Friday, 6 January 2017

The modern martyrs of Westminster Abbey



Visitors to London’s Westminster Abbey can see a very interesting set of statues just above the main doorway at the west end. These celebrate ten “modern martyrs”.

Empty niches

Cathedrals and other large churches are notable for many things, one them being the serried ranks of statues of saints and bishops that occupy niches on the exterior stonework, with the west front being a common place to find them. However, on many such buildings all one can see are the niches, because the statues have long since disappeared for one reason or other – often out of Protestant zeal to destroy the “graven images” that adorned previously Catholic buildings.

Leaving the niches empty, however, makes the building look incomplete. The impression is of something missing. Is there not a way of dealing with these niches that will cause no offence to anyone?

The modern martyrs of Westminster Abbey

London’s Westminster Abbey solved this problem in a novel and interesting way, namely by commissioning statues of ten “modern martyrs” to stand in a row of niches that had been empty since the Middle Ages. They are on the west front of the Abbey, immediately above the main doors through which monarchs walk to be crowned or married or carried to be buried. They were unveiled on 9th July 1998 by the then Archbishop of Canterbury, George Carey.

The people chosen as “modern martyrs” had to meet the criterion of having been killed for their faith or for advancing the needs of others. They are all 20th century figures and they are from all over the world. The ten martyrs are:

Maximilian Kolbe – a Catholic priest who helped Jews in Poland and who died in Auschwitz in 1941 after offering to take the place of a condemned man.

Manche Masemola – a 16-year-old girl from South Africa who was killed by her parents in 1928 when she converted to Christianity.

Janani Luwum – the Archbishop of Uganda who was murdered on the orders of Idi Amin in 1977.

Grand Duchess Elizabeth Feodorovna – a member of the Russian Imperial family (by marriage) who founded a convent but was murdered by the Bolsheviks during the Russian Revolution.

Martin Luther King – the American civil rights campaigner who was murdered in 1969.

Oscar Romero – the Archbishop of San Salvador, murdered by a death squad in 1980.

Dietrich Bonhoeffer – a Lutheran theologian who was implicated in the bomb plot against Adolf Hitler and executed in 1945.

Esther John – a Pakistani nurse and Christian evangelist who was murdered by a Muslim relative in 1960.

Lucian Tapledi – an Anglican in New Guinea who was killed by invading Japanese troops in 1942.

Wang Zhiming – a Christian pastor in China who was executed in 1973 during the Cultural Revolution.


Presumably, had there been more than ten niches available, there would have been other candidates available for inclusion. As it stands, this memorial makes a powerful statement about the fact that people are still dying for their beliefs in the present age. Although most cathedrals only seem to commemorate people who are long-dead and long-forgotten, Westminster Abbey has bucked the trend in a dramatic and highly effective way.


What to do » The number of lines with the string "into" in the listing below is all that should be reported.
━━━━━ Exercise data
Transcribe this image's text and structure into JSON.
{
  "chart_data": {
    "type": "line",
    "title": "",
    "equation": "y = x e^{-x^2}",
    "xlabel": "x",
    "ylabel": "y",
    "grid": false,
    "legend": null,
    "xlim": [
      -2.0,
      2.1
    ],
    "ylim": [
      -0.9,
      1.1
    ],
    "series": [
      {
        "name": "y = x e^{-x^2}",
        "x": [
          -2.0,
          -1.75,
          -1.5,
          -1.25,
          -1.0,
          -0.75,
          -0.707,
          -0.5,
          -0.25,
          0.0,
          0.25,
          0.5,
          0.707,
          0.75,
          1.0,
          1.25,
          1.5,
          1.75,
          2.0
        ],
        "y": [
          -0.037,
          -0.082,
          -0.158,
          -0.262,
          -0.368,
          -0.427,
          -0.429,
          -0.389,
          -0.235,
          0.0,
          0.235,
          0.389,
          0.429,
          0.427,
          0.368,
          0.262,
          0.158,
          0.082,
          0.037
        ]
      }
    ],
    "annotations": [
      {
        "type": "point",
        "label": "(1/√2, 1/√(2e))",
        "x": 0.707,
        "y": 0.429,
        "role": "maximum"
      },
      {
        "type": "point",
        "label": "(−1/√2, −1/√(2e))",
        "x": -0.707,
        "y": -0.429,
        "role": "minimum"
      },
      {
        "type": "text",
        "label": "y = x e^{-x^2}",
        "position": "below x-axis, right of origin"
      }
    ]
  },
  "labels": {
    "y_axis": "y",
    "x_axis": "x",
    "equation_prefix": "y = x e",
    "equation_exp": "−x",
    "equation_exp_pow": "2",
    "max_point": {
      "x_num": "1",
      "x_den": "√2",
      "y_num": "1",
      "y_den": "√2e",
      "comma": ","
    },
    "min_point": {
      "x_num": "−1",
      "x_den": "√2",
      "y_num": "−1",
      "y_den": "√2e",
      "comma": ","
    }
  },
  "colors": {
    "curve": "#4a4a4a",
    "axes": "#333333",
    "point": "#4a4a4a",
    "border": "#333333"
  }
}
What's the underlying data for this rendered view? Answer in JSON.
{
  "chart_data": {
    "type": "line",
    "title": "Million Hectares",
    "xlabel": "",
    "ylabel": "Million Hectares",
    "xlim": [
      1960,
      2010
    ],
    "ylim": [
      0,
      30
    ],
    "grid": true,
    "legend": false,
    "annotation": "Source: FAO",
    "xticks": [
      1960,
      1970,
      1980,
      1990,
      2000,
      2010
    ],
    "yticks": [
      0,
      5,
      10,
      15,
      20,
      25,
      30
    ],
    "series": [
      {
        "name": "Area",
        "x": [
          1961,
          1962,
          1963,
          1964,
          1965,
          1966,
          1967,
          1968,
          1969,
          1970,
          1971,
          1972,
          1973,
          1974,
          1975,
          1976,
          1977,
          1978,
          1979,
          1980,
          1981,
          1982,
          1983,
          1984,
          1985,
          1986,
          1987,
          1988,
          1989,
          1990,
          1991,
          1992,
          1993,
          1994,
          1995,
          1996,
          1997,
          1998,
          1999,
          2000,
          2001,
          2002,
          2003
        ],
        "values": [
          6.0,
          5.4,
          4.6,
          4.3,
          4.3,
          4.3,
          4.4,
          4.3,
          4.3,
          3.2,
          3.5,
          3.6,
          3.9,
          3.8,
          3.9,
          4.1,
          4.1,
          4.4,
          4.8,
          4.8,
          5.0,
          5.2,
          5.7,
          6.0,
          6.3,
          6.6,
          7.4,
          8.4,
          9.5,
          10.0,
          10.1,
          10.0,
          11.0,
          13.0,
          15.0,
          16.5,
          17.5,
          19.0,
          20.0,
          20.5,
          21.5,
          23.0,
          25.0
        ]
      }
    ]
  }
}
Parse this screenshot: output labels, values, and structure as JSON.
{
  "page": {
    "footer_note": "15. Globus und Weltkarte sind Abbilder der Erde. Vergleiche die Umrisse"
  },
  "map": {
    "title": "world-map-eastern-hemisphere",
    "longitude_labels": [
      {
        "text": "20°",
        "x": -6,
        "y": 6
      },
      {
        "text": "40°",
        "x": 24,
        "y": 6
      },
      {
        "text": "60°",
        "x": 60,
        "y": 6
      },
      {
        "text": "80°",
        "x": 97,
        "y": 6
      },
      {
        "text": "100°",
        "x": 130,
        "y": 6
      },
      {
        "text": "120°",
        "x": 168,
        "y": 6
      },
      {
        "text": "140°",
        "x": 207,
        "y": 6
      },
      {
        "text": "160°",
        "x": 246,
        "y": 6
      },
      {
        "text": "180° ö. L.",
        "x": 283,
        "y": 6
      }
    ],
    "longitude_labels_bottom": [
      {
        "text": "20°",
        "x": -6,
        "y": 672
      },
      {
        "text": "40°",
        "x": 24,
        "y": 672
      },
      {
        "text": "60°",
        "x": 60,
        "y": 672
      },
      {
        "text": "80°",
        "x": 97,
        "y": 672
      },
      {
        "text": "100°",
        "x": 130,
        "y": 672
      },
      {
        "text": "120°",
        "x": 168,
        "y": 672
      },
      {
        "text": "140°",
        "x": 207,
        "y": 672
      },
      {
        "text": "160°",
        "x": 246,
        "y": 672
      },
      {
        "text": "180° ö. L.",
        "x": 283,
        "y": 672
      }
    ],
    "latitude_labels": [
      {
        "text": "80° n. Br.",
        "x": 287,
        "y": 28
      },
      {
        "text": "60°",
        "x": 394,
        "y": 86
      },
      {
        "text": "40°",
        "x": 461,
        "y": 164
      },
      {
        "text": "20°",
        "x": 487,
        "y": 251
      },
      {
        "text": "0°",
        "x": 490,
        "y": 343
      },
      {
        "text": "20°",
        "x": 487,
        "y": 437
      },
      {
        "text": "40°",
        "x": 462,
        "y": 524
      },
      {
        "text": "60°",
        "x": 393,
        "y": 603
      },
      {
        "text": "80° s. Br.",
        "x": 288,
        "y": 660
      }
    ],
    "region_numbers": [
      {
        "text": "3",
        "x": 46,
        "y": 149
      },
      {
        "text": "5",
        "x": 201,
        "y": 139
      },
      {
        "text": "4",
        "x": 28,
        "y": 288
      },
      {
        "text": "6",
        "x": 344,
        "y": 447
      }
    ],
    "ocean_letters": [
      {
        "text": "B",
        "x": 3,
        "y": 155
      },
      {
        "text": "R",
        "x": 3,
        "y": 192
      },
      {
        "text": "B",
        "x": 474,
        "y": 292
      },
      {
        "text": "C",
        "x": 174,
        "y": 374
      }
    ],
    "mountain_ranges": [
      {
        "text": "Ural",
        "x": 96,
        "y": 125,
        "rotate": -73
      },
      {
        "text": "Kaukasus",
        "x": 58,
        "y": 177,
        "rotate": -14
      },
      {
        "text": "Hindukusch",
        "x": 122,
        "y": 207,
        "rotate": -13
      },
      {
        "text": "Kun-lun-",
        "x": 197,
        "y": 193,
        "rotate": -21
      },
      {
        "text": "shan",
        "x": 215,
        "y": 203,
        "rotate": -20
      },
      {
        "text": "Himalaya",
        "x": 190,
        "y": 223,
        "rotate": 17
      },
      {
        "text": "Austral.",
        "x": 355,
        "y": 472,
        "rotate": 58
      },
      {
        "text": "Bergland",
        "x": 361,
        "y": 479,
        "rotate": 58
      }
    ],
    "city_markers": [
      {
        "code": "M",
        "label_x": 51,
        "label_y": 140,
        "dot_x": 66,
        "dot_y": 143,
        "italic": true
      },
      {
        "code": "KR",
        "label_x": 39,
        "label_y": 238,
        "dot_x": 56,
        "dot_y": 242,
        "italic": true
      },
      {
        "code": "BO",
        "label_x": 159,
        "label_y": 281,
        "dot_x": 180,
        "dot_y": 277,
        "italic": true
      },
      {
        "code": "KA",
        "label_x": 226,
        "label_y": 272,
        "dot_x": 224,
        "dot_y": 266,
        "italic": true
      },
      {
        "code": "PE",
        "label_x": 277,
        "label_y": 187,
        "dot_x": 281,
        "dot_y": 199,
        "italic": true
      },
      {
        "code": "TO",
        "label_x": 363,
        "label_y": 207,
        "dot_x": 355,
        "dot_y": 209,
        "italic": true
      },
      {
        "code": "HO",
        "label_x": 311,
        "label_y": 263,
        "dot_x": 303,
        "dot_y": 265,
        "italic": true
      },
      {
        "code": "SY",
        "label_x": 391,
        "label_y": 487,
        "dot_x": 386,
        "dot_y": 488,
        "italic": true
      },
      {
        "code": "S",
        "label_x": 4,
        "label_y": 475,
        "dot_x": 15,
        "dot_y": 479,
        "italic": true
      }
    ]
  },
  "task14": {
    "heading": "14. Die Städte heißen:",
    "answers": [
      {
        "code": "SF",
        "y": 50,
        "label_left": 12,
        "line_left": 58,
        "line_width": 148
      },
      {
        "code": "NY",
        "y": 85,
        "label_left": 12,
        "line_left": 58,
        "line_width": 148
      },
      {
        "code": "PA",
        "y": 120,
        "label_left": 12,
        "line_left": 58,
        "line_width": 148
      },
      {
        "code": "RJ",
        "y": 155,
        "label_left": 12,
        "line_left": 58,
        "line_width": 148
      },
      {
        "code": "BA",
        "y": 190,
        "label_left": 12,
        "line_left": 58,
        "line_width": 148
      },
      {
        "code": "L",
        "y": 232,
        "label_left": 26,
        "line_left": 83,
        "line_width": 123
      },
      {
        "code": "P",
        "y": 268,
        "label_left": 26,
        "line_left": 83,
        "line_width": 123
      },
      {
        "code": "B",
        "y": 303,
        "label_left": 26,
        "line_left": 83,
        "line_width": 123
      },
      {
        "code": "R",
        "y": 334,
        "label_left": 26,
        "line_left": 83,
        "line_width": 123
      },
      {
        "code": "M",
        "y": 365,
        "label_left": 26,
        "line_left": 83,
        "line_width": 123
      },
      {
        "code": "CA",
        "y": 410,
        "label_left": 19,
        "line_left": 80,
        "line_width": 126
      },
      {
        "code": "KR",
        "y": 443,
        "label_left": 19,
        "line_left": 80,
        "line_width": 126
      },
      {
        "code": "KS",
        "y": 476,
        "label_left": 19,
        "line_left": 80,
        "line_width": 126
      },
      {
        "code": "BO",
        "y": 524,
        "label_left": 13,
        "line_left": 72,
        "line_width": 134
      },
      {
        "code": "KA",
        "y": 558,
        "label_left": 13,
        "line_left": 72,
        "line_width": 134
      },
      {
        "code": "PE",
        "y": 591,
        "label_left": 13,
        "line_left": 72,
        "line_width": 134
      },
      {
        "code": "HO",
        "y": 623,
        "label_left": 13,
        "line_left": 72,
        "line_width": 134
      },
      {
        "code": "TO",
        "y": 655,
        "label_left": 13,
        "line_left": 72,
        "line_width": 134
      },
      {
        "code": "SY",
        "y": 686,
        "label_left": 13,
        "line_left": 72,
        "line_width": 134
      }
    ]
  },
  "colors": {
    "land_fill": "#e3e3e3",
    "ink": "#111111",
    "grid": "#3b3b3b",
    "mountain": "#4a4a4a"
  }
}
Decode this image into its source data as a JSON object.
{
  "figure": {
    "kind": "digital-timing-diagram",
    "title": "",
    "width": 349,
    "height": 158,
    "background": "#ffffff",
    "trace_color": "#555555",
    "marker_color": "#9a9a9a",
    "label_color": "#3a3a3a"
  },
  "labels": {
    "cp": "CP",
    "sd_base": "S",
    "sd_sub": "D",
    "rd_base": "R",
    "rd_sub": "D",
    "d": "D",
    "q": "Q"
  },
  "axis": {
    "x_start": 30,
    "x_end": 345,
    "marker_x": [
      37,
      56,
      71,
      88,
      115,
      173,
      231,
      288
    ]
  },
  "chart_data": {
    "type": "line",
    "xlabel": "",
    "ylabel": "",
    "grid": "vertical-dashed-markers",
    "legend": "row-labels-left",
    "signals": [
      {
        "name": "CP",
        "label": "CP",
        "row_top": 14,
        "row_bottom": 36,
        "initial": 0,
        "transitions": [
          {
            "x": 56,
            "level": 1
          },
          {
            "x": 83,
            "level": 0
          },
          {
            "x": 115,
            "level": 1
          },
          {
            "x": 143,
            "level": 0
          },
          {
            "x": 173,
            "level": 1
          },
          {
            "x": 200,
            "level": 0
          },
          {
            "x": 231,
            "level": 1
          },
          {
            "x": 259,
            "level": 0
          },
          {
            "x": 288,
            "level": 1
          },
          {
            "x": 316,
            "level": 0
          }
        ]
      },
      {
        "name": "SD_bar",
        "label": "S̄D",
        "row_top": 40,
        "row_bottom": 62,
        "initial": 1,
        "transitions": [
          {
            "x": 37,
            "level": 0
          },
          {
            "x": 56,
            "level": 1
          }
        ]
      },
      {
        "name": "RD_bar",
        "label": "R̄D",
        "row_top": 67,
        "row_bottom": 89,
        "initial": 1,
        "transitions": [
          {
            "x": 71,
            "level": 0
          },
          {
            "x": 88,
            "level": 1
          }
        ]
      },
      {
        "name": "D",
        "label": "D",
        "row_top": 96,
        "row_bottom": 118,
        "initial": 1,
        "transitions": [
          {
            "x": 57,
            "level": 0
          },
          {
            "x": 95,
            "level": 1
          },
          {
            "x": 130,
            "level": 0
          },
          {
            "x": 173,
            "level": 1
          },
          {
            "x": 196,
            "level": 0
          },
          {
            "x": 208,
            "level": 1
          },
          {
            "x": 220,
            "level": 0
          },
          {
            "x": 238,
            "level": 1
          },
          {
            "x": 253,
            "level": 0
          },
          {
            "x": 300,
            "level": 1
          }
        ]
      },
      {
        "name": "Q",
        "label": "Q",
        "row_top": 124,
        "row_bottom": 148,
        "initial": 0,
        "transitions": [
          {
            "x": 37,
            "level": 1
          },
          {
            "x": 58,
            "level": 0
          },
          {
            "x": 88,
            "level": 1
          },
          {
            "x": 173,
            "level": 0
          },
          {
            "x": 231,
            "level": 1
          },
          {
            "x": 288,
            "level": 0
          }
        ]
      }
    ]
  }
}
━━━━━━━━━━
Response area » 2